BLM's mission is to defund the police, but backlash over Prude's death has already prompted Rochester's black police chief La'Ron Singletary, along with his high level command staff, to resign on Tuesday.

Black power fists pumped in the air as vocal bumper sticker slogans blended into a cacophony of garbled screeches.

"Even BLM doesn’t get what BLM wants," BlazeTV host Elijah Schaffer captioned ground footage. "I’m here and I can’t understand what they are saying or what they are trying to accomplish so you’re not alone."

Meanwhile, city leaders in western New York submitted legislation Friday to halt the development of a $12.5 million police building amid the ongoing protests. Rochester City Council President Loretta Scott and council members Mitch Gruber and Mary Lupien intend to repeal bonding and prohibit any contracts for the proposed Rochester Police Department Goodman Section, Fox News reported.

Free from government objection or mainstream media criticism, the tightly-packed masses cheered to chants, swaying as one body and ignoring social distancing measures.

It appeared that Rochester Antifa created their own version of Portland's Riot Ribs, a pop-up restaurant that raised over $300,000 in crowdfunding to feed rioters for free.

The Antifa snack vans followed the march throughout the night.

"The strategies tested & refined through months of riots in Portland are exported to other cities," The Post Millennial's editor-at-large Andy Ngo commented. "These food supply vehicles seem innocuous but serve to act as a pull for rioters to show up everyday."

Two young black girls recited an original poem, titled: "I'm Too Colored For You," addressed to the initial speaker's "white ex-best friend who let her white girlfriend call me a n—."

"How could you expect me not to be triggered?" she rhetorically asked while passing the spotlight off.

"I'm too colored for you to having my dad leave for weeks over another case of police using their racist techniques," the second poet took over.

They continued back and forth with the same prefacing setup. One claimed she was "too colored" to attend the Aquinas Institute of Rochester because she wasn't "white enough" for her teacher to instruct her. The other alleged that she was banned from an amusement park based on the color of her skin. Then the opener described her supposed experiences being followed and eyed at stores. "Being black is supposedly a crime," she yelled.

"Shall we go on? It's been 400 years too long," the duo shouted in unison, referring to the year 1619 when a ship with 20 enslaved Africans onboard arrived in the English colony of Virginia.
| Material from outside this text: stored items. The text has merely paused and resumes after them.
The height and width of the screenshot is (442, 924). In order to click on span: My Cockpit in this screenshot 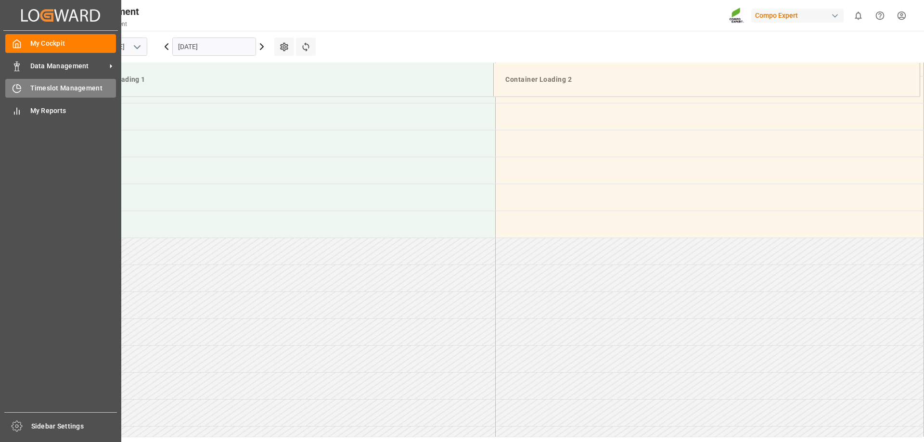, I will do `click(73, 43)`.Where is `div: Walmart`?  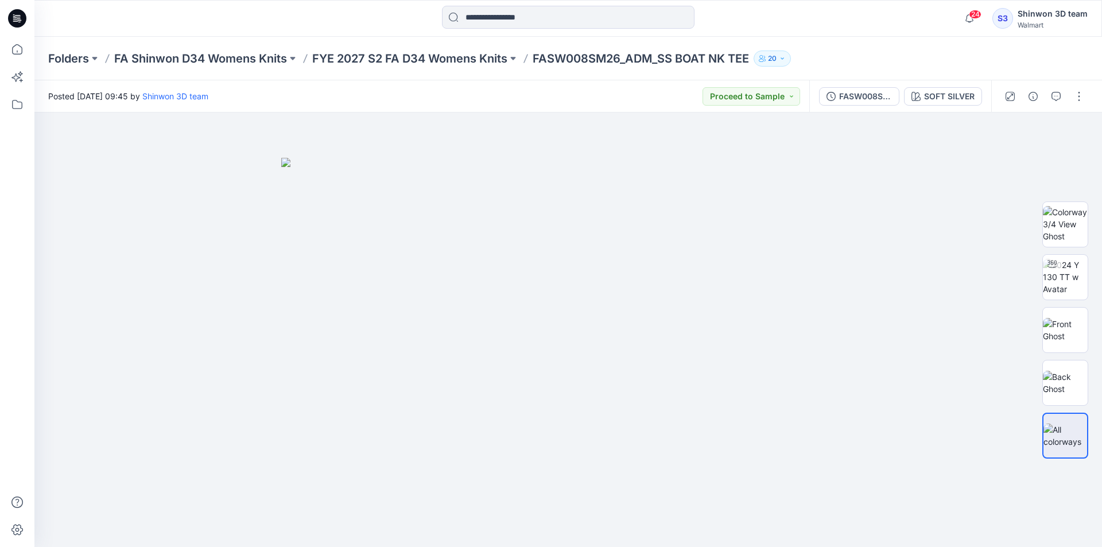
div: Walmart is located at coordinates (1053, 25).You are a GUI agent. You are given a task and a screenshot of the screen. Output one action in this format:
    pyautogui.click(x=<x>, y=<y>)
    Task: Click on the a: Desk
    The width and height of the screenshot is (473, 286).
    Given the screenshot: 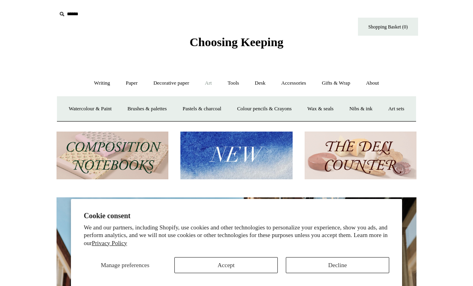 What is the action you would take?
    pyautogui.click(x=260, y=83)
    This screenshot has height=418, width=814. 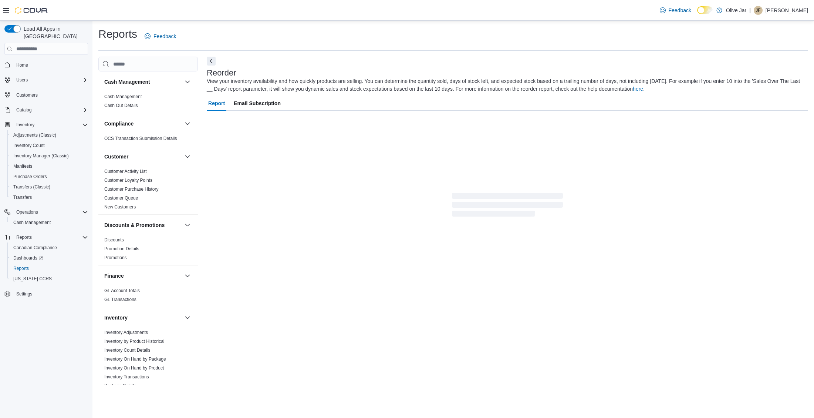 I want to click on h3: Customer, so click(x=116, y=157).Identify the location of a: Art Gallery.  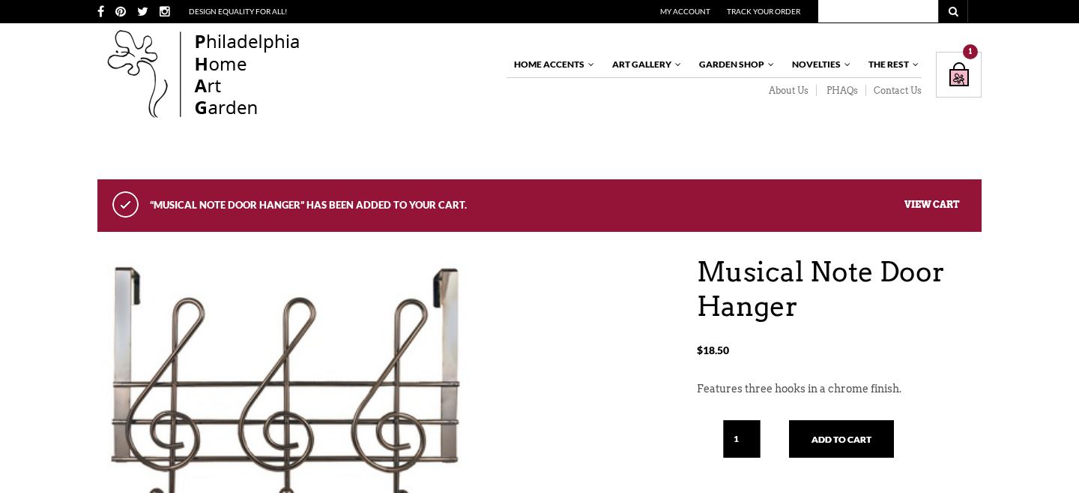
(644, 64).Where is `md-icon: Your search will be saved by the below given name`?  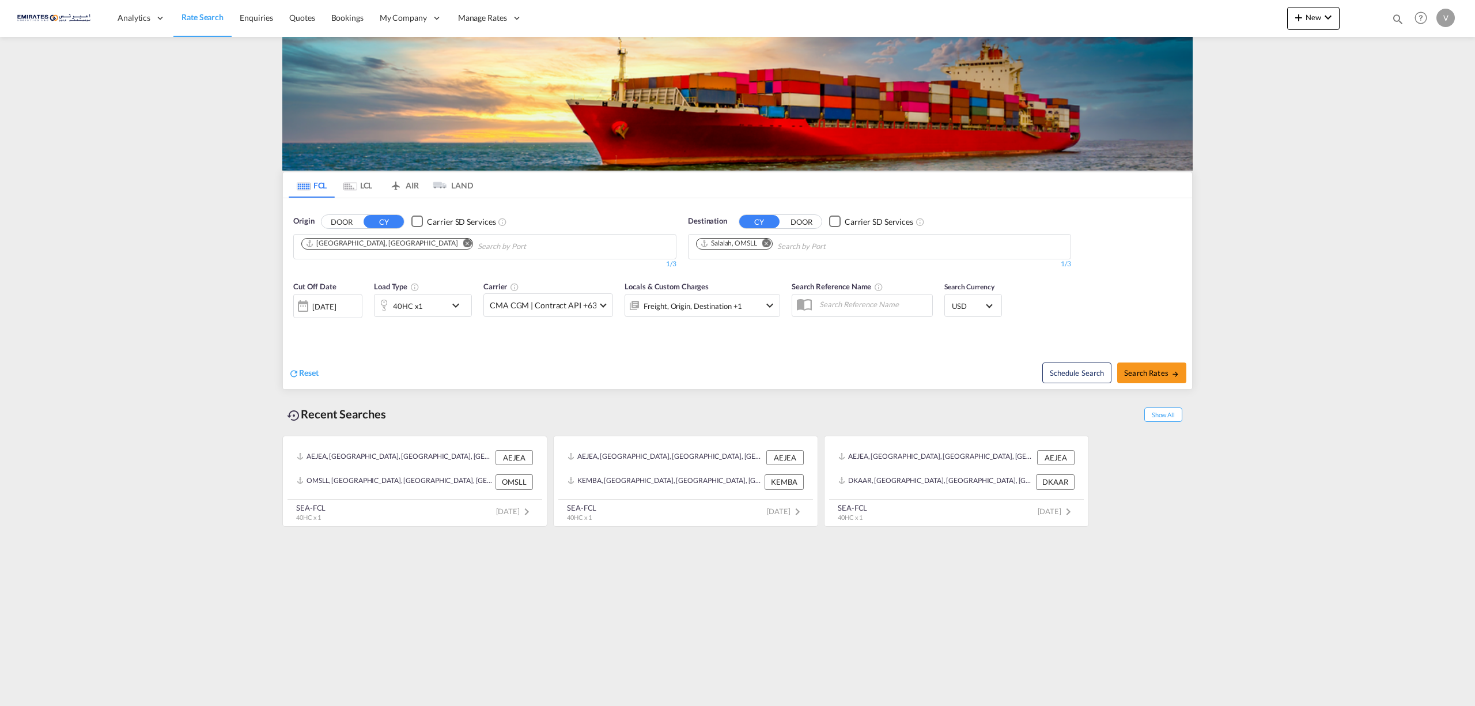 md-icon: Your search will be saved by the below given name is located at coordinates (879, 287).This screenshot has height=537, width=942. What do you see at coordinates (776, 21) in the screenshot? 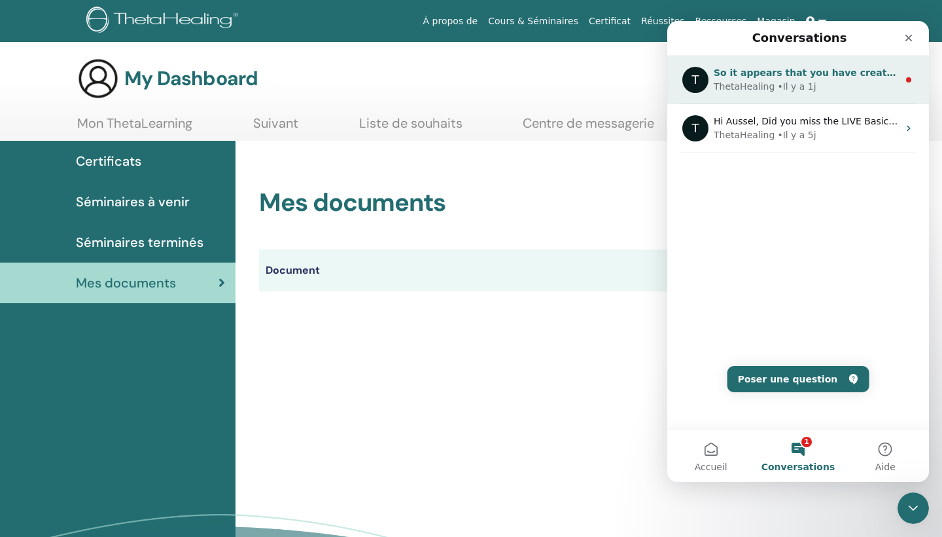
I see `a: Magasin` at bounding box center [776, 21].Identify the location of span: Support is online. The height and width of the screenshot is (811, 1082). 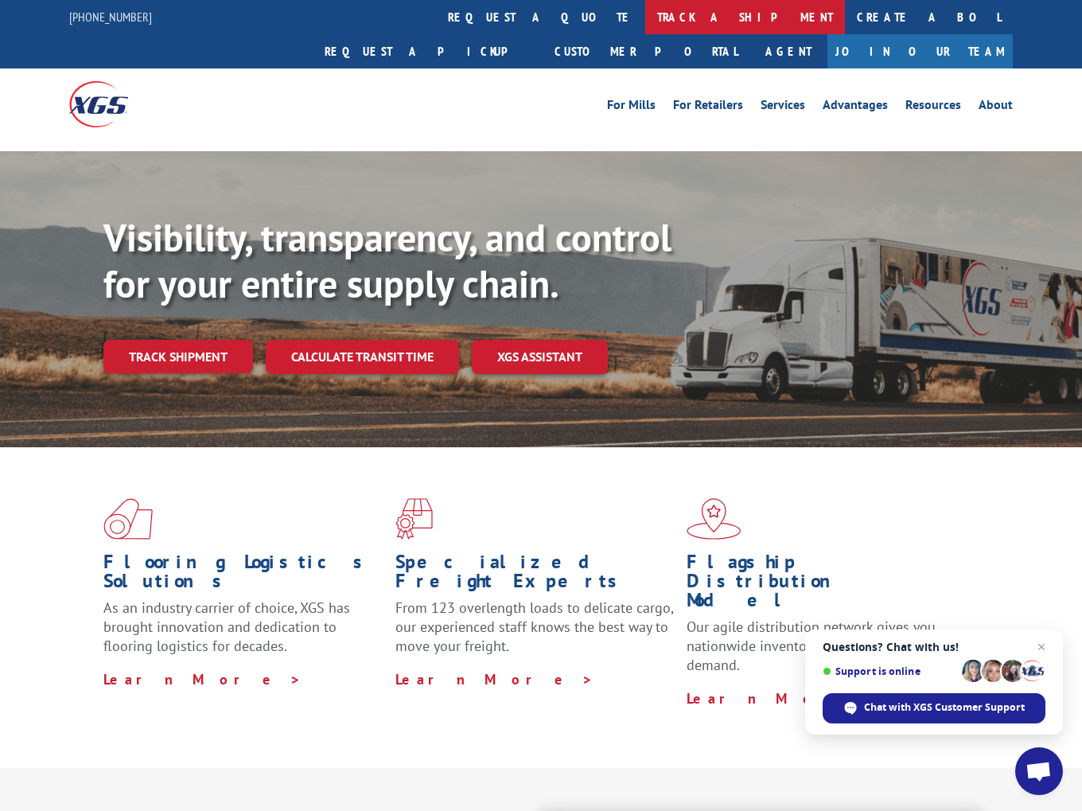
(890, 671).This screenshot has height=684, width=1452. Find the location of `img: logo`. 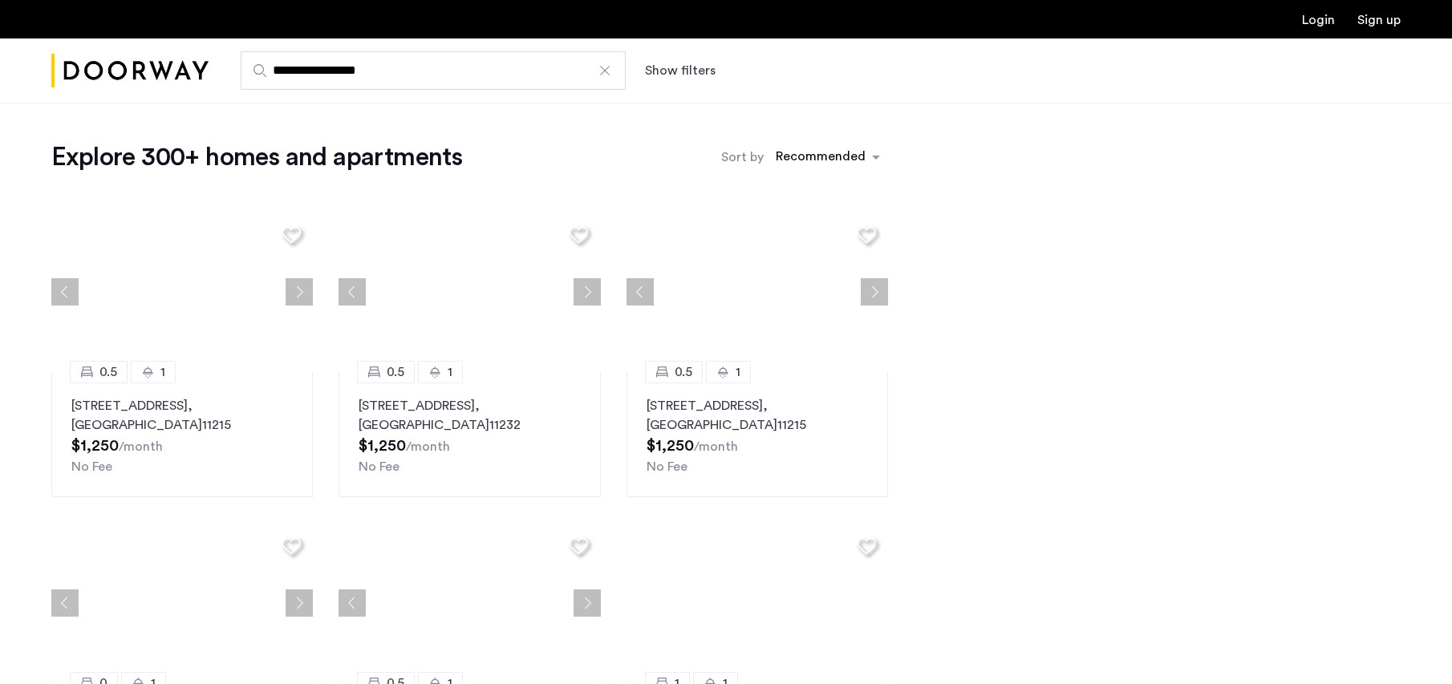

img: logo is located at coordinates (130, 71).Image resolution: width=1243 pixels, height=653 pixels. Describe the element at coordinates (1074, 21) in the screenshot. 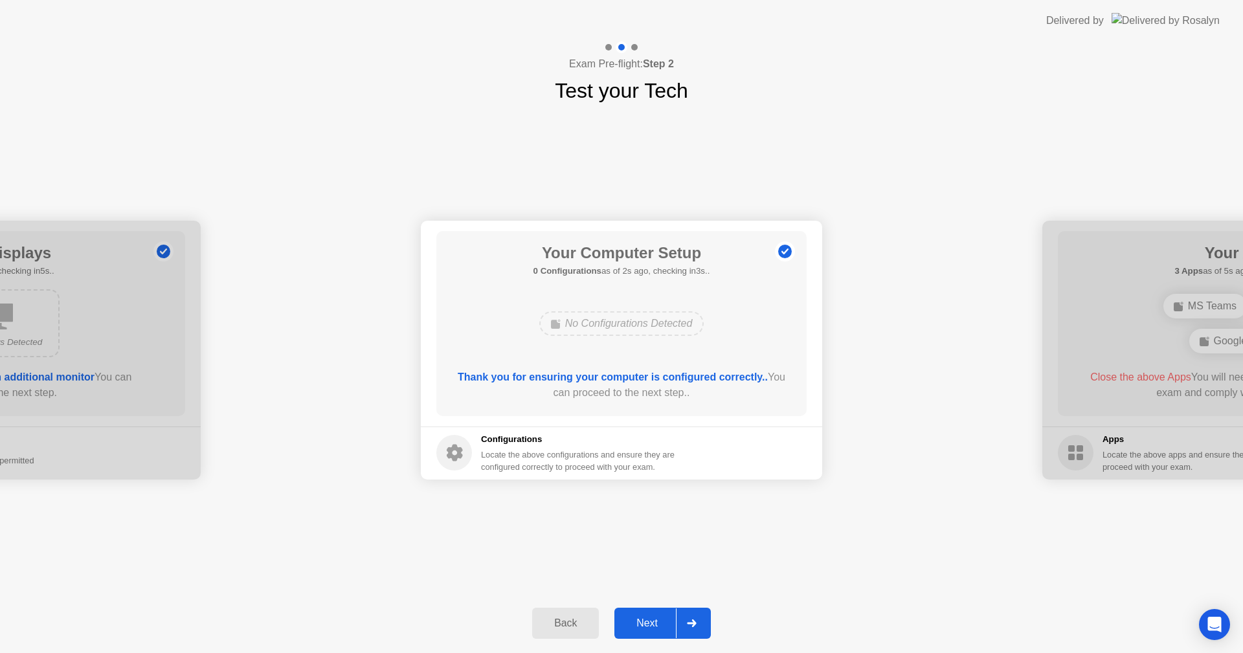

"Why do we go through so much discrimination? Why does black define the prison population? And why does my blackness give me these lifelong limitations?" they volleyed questions.

"Take care of yourself," one BLM activist stated into a handheld microphone to her fellow surrounding protesters. "Because if you're anything like me, sometimes I'm looking behind me. Sometimes I'm thinking I see things that I may not see. I hear things I may not hear."

When a white man stood up in front of the crowd to express himself before the raging mob, a black BLM protester repeatedly shouted: "Shut the f**k up!"

BLM organisers reportedly segregated protesters, designating a “black only” section to resolve disputes. One Antifa member was confronted and commanded to leave because he wasn't black.

Marked press was ordered by BLM heads not to film or photograph any incident. Members of the media simply nodded and complied with little pushback, leaving the scene on command.

"Media are f*cking cowards these days, not even willing to show what’s really happening here," Schaffer tweeted.

A photographer for The New York Times was blocked from capturing an altercation. He was filmed, interrogated, and stopped by black bloc Antifa from reporting for his assignment.

This comes after BLM Rochester rioters attacked restaurant patrons and injured three police officers last week, leading to eleven arrests and three felony charges.